Before the flight ended I gave them the Hierophany e-mail address & said, “If you want, mail me an address & I’ll send you a copy of Hierophany.”
[7:39 p]

[9:01 CST]
LAST LEG
A little light out on the western horizon is an uplifting sight. The coffee I had about ten minutes ago has helped, too. Was trying to get some shut-eye but it was a lost cause. I was far too optimistic about our departure time. I had said if we got underway by 8:15p EST I’d be fucking shocked. We boarded around 7:45 pm—flight scheduled to depart at 7:40 pm EST—but we didn’t take off until 9:05 EST. I drifted off for a moment on the runway, while we were trapped in this queue of about 15 planes lining up for takeoff, and when I woke up it felt like I had been out for an hour, though only a minute or two could have passed.

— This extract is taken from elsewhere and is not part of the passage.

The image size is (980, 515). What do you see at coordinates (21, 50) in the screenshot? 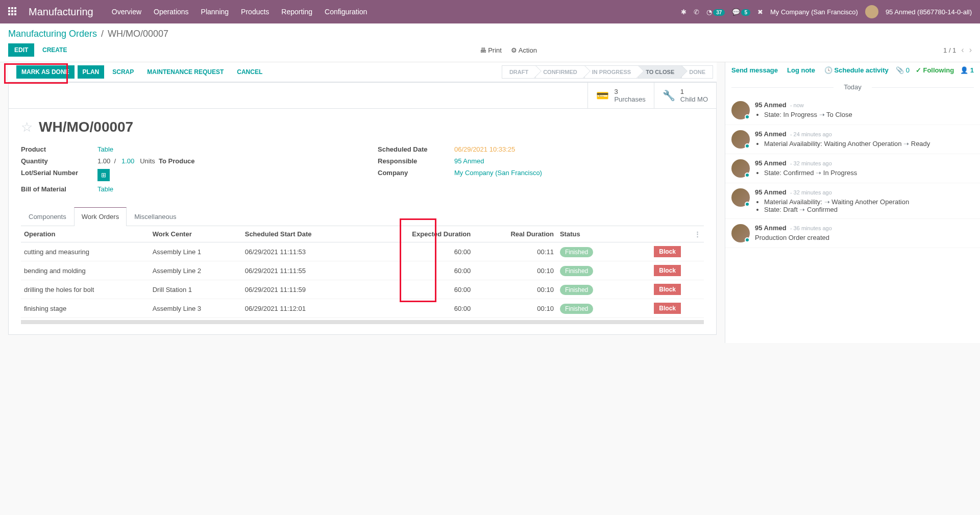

Lady in my row, #9, is coming back to STL from a wedding in New York. She doesn’t like St. Louis, but she’s stationed here for work. She said, on account of my long legs, I should try getting an exit row seat when I fly, so I “don’t have to look like a spider when I’m getting out of (my) seat.” Somehow this image really works for me & I’m thanking her for it by not turning on my overhead light during the flight; but my eyes are hurting. She is all covered in a black blanket, & over her knees, her leather jacket. She’s from New York & has on pink toe & fingernail polish. She was in the wedding and didn’t realize how much the people in the wedding actually drank. She ordered tomato juice when they offered us drinks, “the whole can,” yes on the ice, “and with some lemon if you have it.” She was very thankful. We got an extra little bag of Rold Golds.
I see lightning on the horizon now and all around me a surprising number of people have their overheads on. The guy next to me has a calculator out. The person in front of him is reading Business Week. This is US Airways Flight 776 from Philadelphia to St. Louis.